It's no surprise Angus Mitchell says hairdressing chose him. What is surprising: He didn't take the easy route.

Angus' Surpise Secrets

Choose Beauty: Angus Mitchell
Pimping Cars:
"I'm a frustrated mechanic. I collect cars, and if I hear one odd noise, I've gotta' get it fixed. I'm on car websites so much my wife calls it ‘car porn.'"

Guilty Pleasure: Interior design. "I'm always tearing out magazine pages of furniture."

Heartfelt Cause: The Art of Elysium, which encourages artists to give their time and talent to children with serious illnesses.

Would love a week alone with: "My Dad."

Angus Mitchell's latest dictum:
"For a world
without conflict, you must have communication."

Let's get right to the misconceptions: Angus Mitchell, the only child of hair care mogul Paul Mitchell, wasn't born rich or spoiled. "People think I'm a good-time Charlie, but I work 15 hours a day," says Mitchell of the many false impressions about him. "I grew up in a two-bedroom apartment in Manhattan, with my mother, uncle and grandmother. My dad's first line, called PM, failed, and he lost a lot of money."

Still, salons were in Mitchell's blood. As a child, he'd played in his father's Superhair salon: its curved walls, created to prevent hair from gathering in corners, were perfect for toy-truck racing. He says he never realized he was surrounded by celebrities (Raquel Welch, Barbara Walters), nor did he know his mother, the first Asian model to grace the cover of Harper's Bazaar, was famous herself.

When the family moved to Hawaii, Mitchell helped plant Awapui plants in the hot sun. It was only when Mitchell was 13 that Paul Mitchell's eponymous hair care line finally took off.

"I never took money for granted, and wasn't the most popular guy in high school," says Mitchell. "I became popular because I acted in plays. I wanted to become an actor but after a year of college, realized I needed something to fall back on."

This sparks a recollection that his father, too, had the acting bug, but also had been advised to try a craft. Good thing both Mitchells listened, as the whole world became their stage.

The Son Also Rises

To prove he could make it on his own, Mitchell attended Vidal Sassoon's Los Angeles school. "People assumed hairdressing would come to me naturally, but it didn't-imagine being Paul Mitchell's son at a Sassoon school," he deadpans.

Having survived the pressure, he learned fast that "No job is too big and no job is too small-details matter." Those details set apart his own work, he says; its refinement comes from looking at art and pushing his eye.

As will happen, destiny eventually called, and Mitchell joined the JPMS creative team, to which he brings his own multifaceted approach. A true child of dissimilar generational influences, he loves mash-ups, like old-school/newschool music via his friend DJ Soulman. Mashing-up his own responsibilities in 2010, he turned 40, opened Angus M salon in Beverly Hills, and married his long-time best friend.
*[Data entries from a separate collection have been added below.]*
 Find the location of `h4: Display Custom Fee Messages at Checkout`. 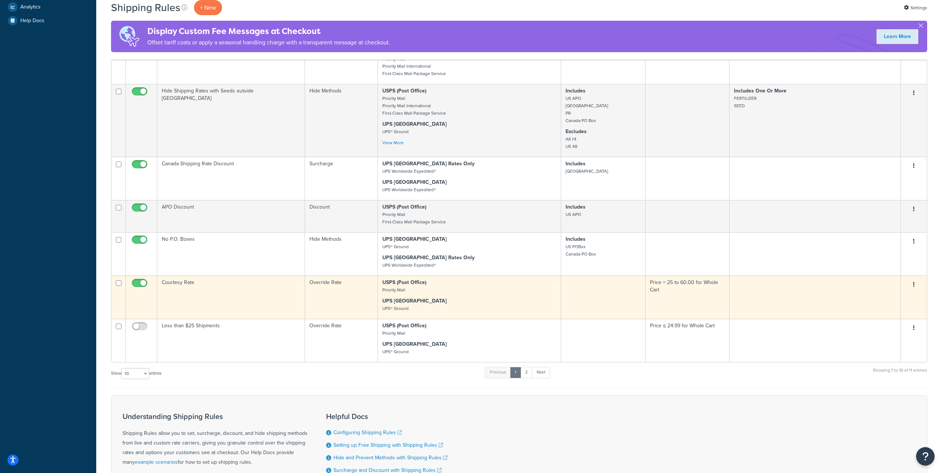

h4: Display Custom Fee Messages at Checkout is located at coordinates (269, 31).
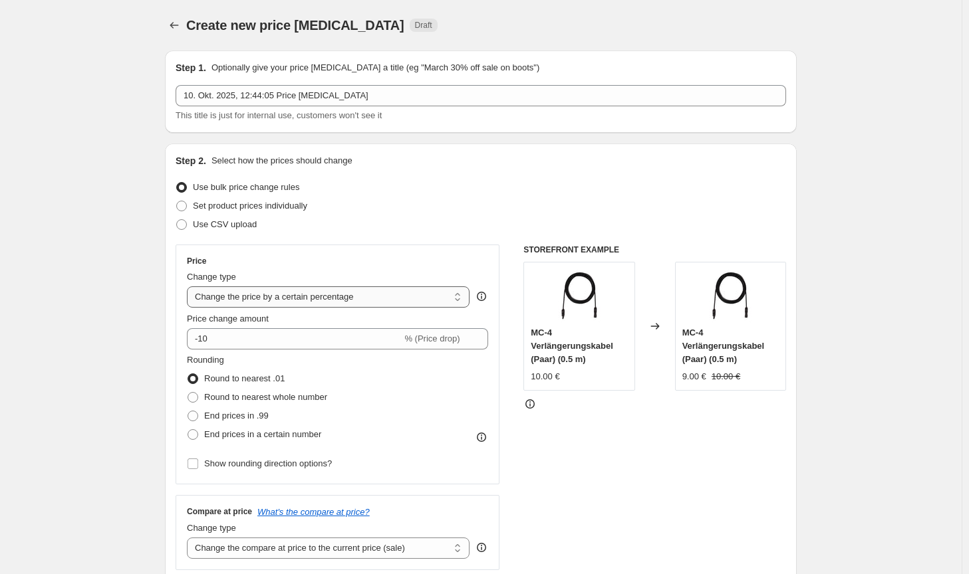 Image resolution: width=969 pixels, height=574 pixels. What do you see at coordinates (265, 397) in the screenshot?
I see `span: Round to nearest whole number` at bounding box center [265, 397].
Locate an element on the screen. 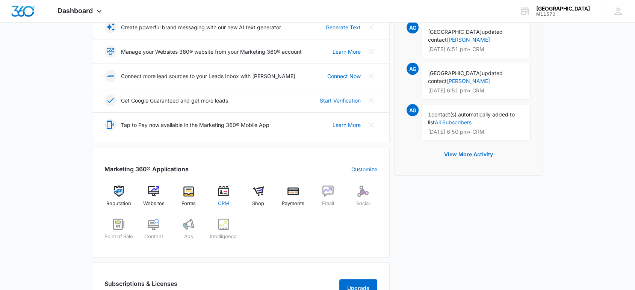 The image size is (635, 290). span: Intelligence is located at coordinates (223, 237).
When he's not on stage or running his hectic salon, he, his wife and daughter are at his tranquil, 34-acre, wind-powered Macadamia nut farm in Hawaii. His future focus is on family life, he says, and continuing to enjoy the intense variety of a career he loves.

"I can't believe I have this life," adds Mitchell. "There's not a moment I'm not grateful."

Choose Beauty: Angus Mitchell
Mitchell's newest collection was inspired by the textures and light reflections seen in metal sculptor Guy Dill's work, and the curvy lines of '50s automobiles.